Million Dollar Team Principle #99: Film, Present, Review
After teaching your listing and buyer presentation film, each person presents to the team leader as the client. Then watch the game film.
Value unarticulated is value unappreciated—meaning if you and your team fail to present the value the client will realize once they sign up, then the client won’t sign up. Or worse, when they do, they’re likely to cancel or ghost your agent because they don’t think you’re worth it.
How to Train Salespeople to Present
Training someone to present isn’t about memorizing words—it’s about helping them internalize the flow, stories, and conviction behind the presentation.
- Teach the Presentation
- Break it down step by step: opening, building trust, authority, presenting unique value, closing.

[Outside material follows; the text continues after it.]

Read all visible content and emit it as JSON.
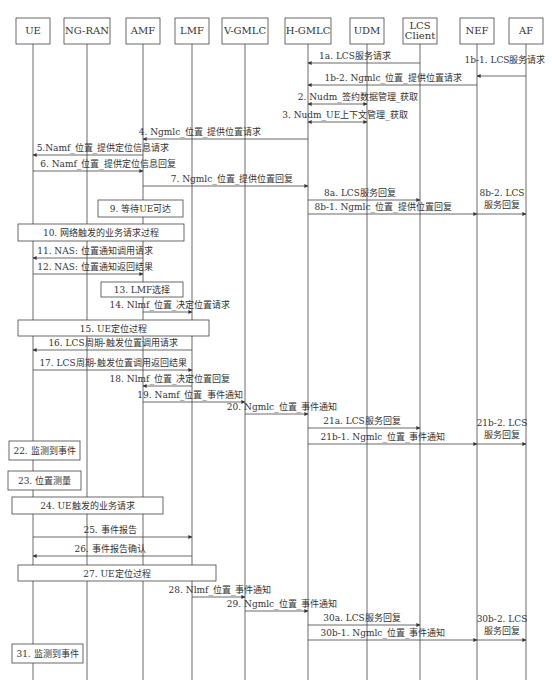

- Teach them to connect features to benefits, and benefits to outcomes that matter to the client.
- Add stories and examples that make your value tangible.
- Break it down step by step: opening, building trust, authority, presenting unique value, closing.
- Roleplay Before Real Play
- Have agents practice with peers in a safe space.
- Switch roles often so they experience being both client and agent.
- Introduce objections (“we’re talking to other agents,” “can you cut commission?”) so they practice handling them with confidence.
- Have agents practice with peers in a safe space.
- Film the Presentation
- Just like athletes watch game film, agents must see themselves in action.
- Body language, tone, speed, filler words—these are invisible in the moment but glaring on film.
- Film removes guesswork and creates accountability.
- Just like athletes watch game film, agents must see themselves in action.
- Review and Coach
- Sit down together and break it apart: “What did you notice about your tone here?” “Did you close, or leave it open-ended?”
- Be specific. Celebrate wins. Correct weaknesses.
- Improvement is immediate when agents see and hear themselves.
- Sit down together and break it apart: “What did you notice about your tone here?” “Did you close, or leave it open-ended?”
- Repeat Until Mastery
- Rehearse, review, refine.
- A great presentation sounds natural, not memorized, but it only gets there after dozens of reps.
- Mastery happens when confidence is unshakable and delivery is consistent.
- Rehearse, review, refine.

What Makes a Great Presentation
At its core, a powerful presentation requires:
- Clarity – Simple and easy to follow.
- Confidence – Delivered with belief in the value you provide.
- Control – Guiding the client step by step without losing direction.
- Connection – Building trust and rapport so the client feels understood.
- Close – Ending with a strong call to action that moves the deal forward.
Your agents don’t rise to the level of their talent—they fall to the level of their training. If they can’t present value with clarity, confidence, and conviction, they’ll lose clients who otherwise would have signed.
Film. Present. Review. Repeat. This is how you build a team of professional salespeople who win listings and buyers consistently.